A simple sprinkling of chemicals into an in-ground pool reveals more about the enigmatic figure at the center of Ted Kennedy’s B.F. Skinner Plays Himself than anything in the film’s previous 54 minutes. The images are from an abandoned documentary profile of renowned behavioral psychologist B.F. Skinner, filmed, according to correspondence between himself and the documentarian, Philip R. Blake, sometime between 1974 and 1976. The moment is significant only because it shouldn’t exist, at least according to instructions Skinner laid out in that same correspondence. For instance, he would allow scenes of him with his grandchildren and with a group of students. He would also permit scenes of him in his garden, “although there will be no scenes involving the swimming pool.” This audiovisual incongruity partly explains why the project was abandoned; but the footage exists anyways, we see it for ourselves, reassembled in Kennedy’s film as not only a document of an evolving scientific practice, but of a man grappling with the dwindling belief in the utopian potential of his own theories.
Skinner’s early experiments with pigeons tried to induce specific behaviors, such as turning in a circle, by rewarding incremental movements in the desired direction. What utopian society is there to be found here? The Second World War forced Skinner to extend this experimental premise; instead of turning in circles, now the pigeons identified missile targets on screens in the noses of airplanes. After the war he turned his attention away from birds and towards humans, hoping to improve education by experimenting with a similar, rewards-based method of instruction. What are the societal implications if human beings behave not according to their own conscience but, as Skinner argued, to external forces? Will we belong to a society so perfect that the word “rebellion” no longer has a place in our lexicon, or will we just be pigeons, fat on treats, turning in endless circles?
If anything, time has at least ensured that today’s pigeons aren’t just regular, everyday people, subject to the whims of a ruling class, though many of them are. Skinner would argue this isn’t our fault, nor that the problem, actually, is that we’re being controlled at all. The situation we must face is not that any one person, be it Richard Nixon, whom Skinner hated; or any contemporary equivalent that is, let’s say, financially backing, militarily enforcing, and diplomatically sanctioning a genocide in Gaza, is an inherently evil character. The real crisis we face, and perhaps ultimately may never conquer, is a society that reinforces those behaviors.
Which brings us back to the swimming pool. The first question has to be: why did Skinner allow it? Perhaps he wasn’t aware of his being filmed in the moment; there is no direct sound from the image, just audio from a separate, behind-the-scenes conversation between Skinner and the documentarian. Or, maybe he was promised that it wouldn’t be included in the final film, a film we know never came to be, which suggests that the footage was in some final version presented to him later on. There is no easy answer to any of these questions. Skinner’s final correspondence to Blake outlines moments in the film he disagrees with, primarily over how he is characterized, but never once mentions the swimming pool footage. Maybe the promise of more time in the public consciousness was stronger than his will. He was, after all, a deft public figure, able to harness television as a bully pulpit even, or perhaps especially, as his reputation wavered on the brink of controversy. Kennedy’s film offers no answers, just space for speculation, a fact that ultimately characterizes Skinner, too. Once the proponent of behavioral psychology’s utopian promises, by the end of the film we see a man deeply uncertain about its ability to solve our problems. It’s a testament to Kennedy’s erudite summary of Skinner’s research that a film as informationally dense as this concludes with such profoundly clarifying skepticism.
Published as part of Doc Fortnight 2025 — Dispatch 1.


(EXERCISE OBJECTIVE): Before repeating the entries below, strip out every picture and keep all else as it is.

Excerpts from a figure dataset
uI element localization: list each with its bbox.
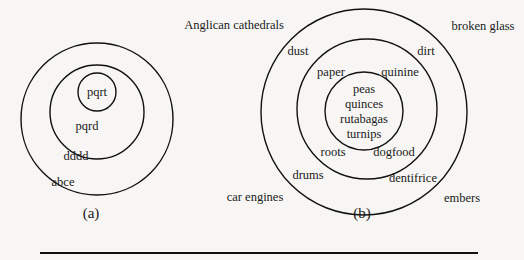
label-dentifrice: dentifrice xyxy=(389,172,437,185)
label-dddd: dddd xyxy=(64,150,89,163)
a-middle-circle xyxy=(50,65,144,159)
label-paper: paper xyxy=(317,66,345,79)
label-drums: drums xyxy=(292,169,323,182)
label-dust: dust xyxy=(288,45,309,58)
label-pqrt: pqrt xyxy=(87,86,107,99)
label-roots: roots xyxy=(321,146,346,159)
caption-b: (b) xyxy=(353,206,371,221)
label-car-engines: car engines xyxy=(227,191,284,204)
b-inner-labels: peas quinces rutabagas turnips xyxy=(340,82,388,142)
caption-a: (a) xyxy=(83,206,100,221)
label-dirt: dirt xyxy=(417,45,434,58)
label-quinine: quinine xyxy=(381,66,419,79)
label-turnips: turnips xyxy=(340,127,388,142)
horizontal-rule xyxy=(40,252,478,254)
label-anglican-cathedrals: Anglican cathedrals xyxy=(184,19,284,32)
label-dogfood: dogfood xyxy=(373,146,415,159)
label-abce: abce xyxy=(52,176,75,189)
label-pqrd: pqrd xyxy=(76,120,99,133)
label-embers: embers xyxy=(444,192,480,205)
label-peas: peas xyxy=(340,82,388,97)
label-rutabagas: rutabagas xyxy=(340,112,388,127)
label-broken-glass: broken glass xyxy=(452,20,515,33)
label-quinces: quinces xyxy=(340,97,388,112)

(SOLUTION TO THIS PROBLEM):
uI element localization: list each with its bbox.
label-dentifrice: dentifrice xyxy=(389,172,437,185)
label-dddd: dddd xyxy=(64,150,89,163)
a-middle-circle xyxy=(50,65,144,159)
label-paper: paper xyxy=(317,66,345,79)
label-drums: drums xyxy=(292,169,323,182)
label-dust: dust xyxy=(288,45,309,58)
label-pqrt: pqrt xyxy=(87,86,107,99)
label-roots: roots xyxy=(321,146,346,159)
caption-b: (b) xyxy=(353,206,371,221)
label-car-engines: car engines xyxy=(227,191,284,204)
b-inner-labels: peas quinces rutabagas turnips xyxy=(340,82,388,142)
caption-a: (a) xyxy=(83,206,100,221)
label-dirt: dirt xyxy=(417,45,434,58)
label-quinine: quinine xyxy=(381,66,419,79)
label-turnips: turnips xyxy=(340,127,388,142)
horizontal-rule xyxy=(40,252,478,254)
label-anglican-cathedrals: Anglican cathedrals xyxy=(184,19,284,32)
label-dogfood: dogfood xyxy=(373,146,415,159)
label-abce: abce xyxy=(52,176,75,189)
label-pqrd: pqrd xyxy=(76,120,99,133)
label-embers: embers xyxy=(444,192,480,205)
label-peas: peas xyxy=(340,82,388,97)
label-rutabagas: rutabagas xyxy=(340,112,388,127)
label-broken-glass: broken glass xyxy=(452,20,515,33)
label-quinces: quinces xyxy=(340,97,388,112)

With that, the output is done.